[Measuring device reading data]

================

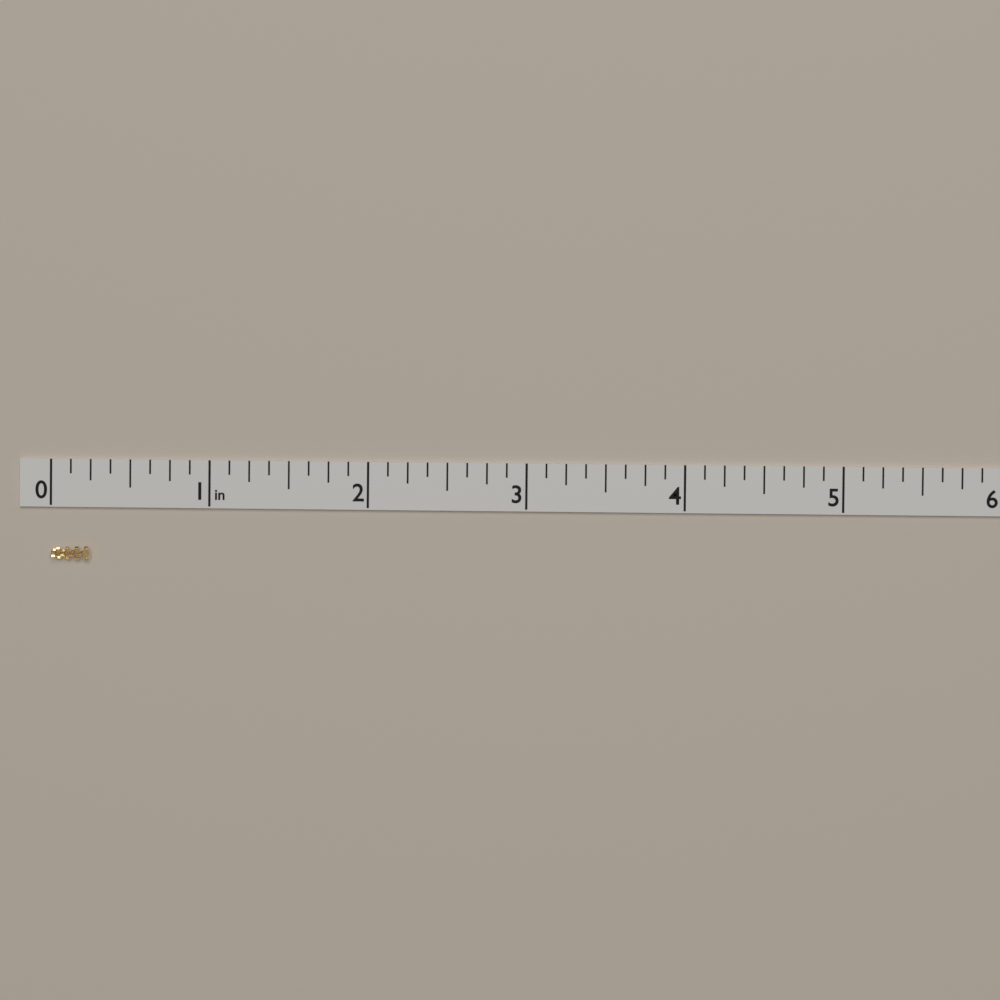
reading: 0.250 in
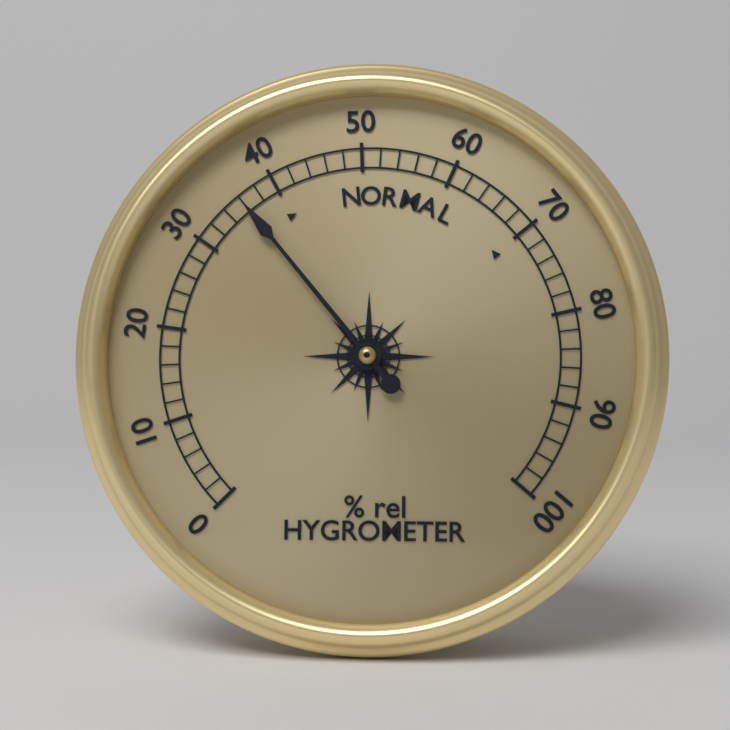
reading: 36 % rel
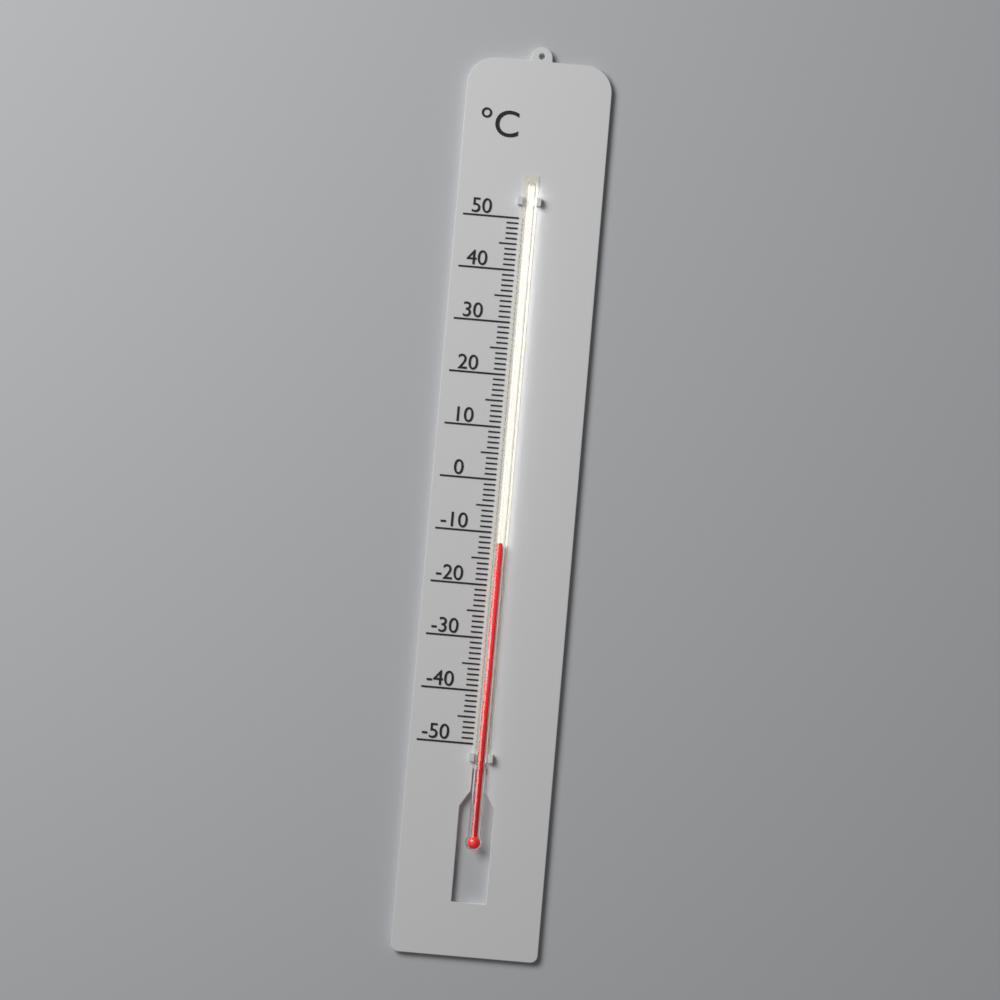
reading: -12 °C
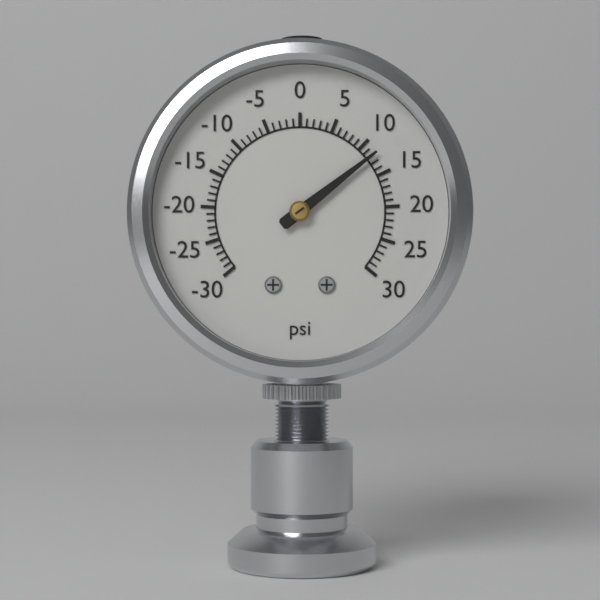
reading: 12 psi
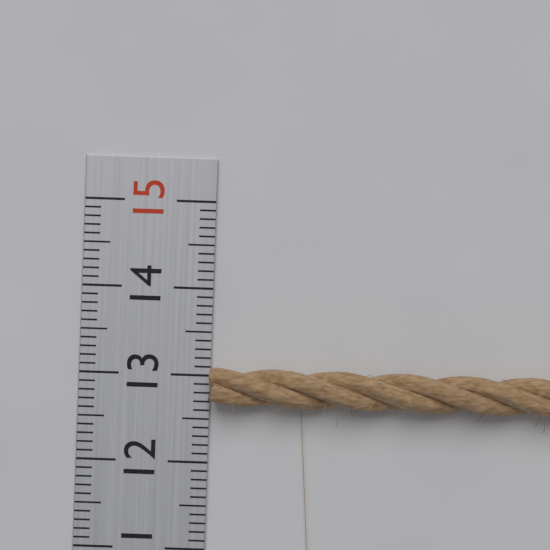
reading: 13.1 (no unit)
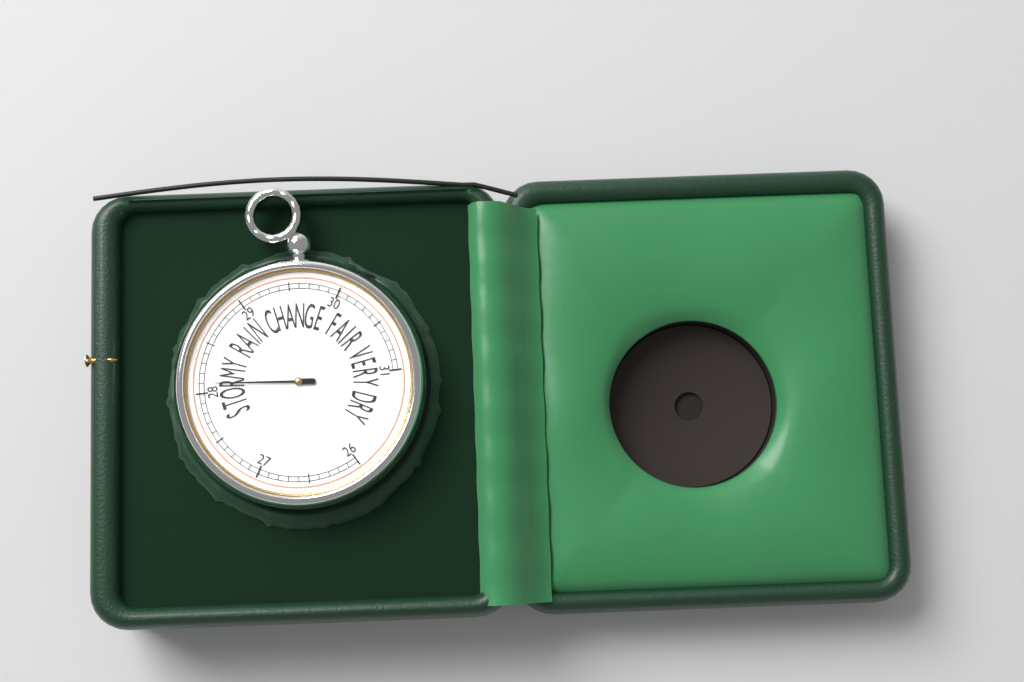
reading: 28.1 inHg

================

YOUR ASSIGNMENT
Give the records again exactly, minus the pictures.

EXERCISE RESULT
reading: 0.250 in
reading: 36 % rel
reading: -12 °C
reading: 12 psi
reading: 13.1 (no unit)
reading: 28.1 inHg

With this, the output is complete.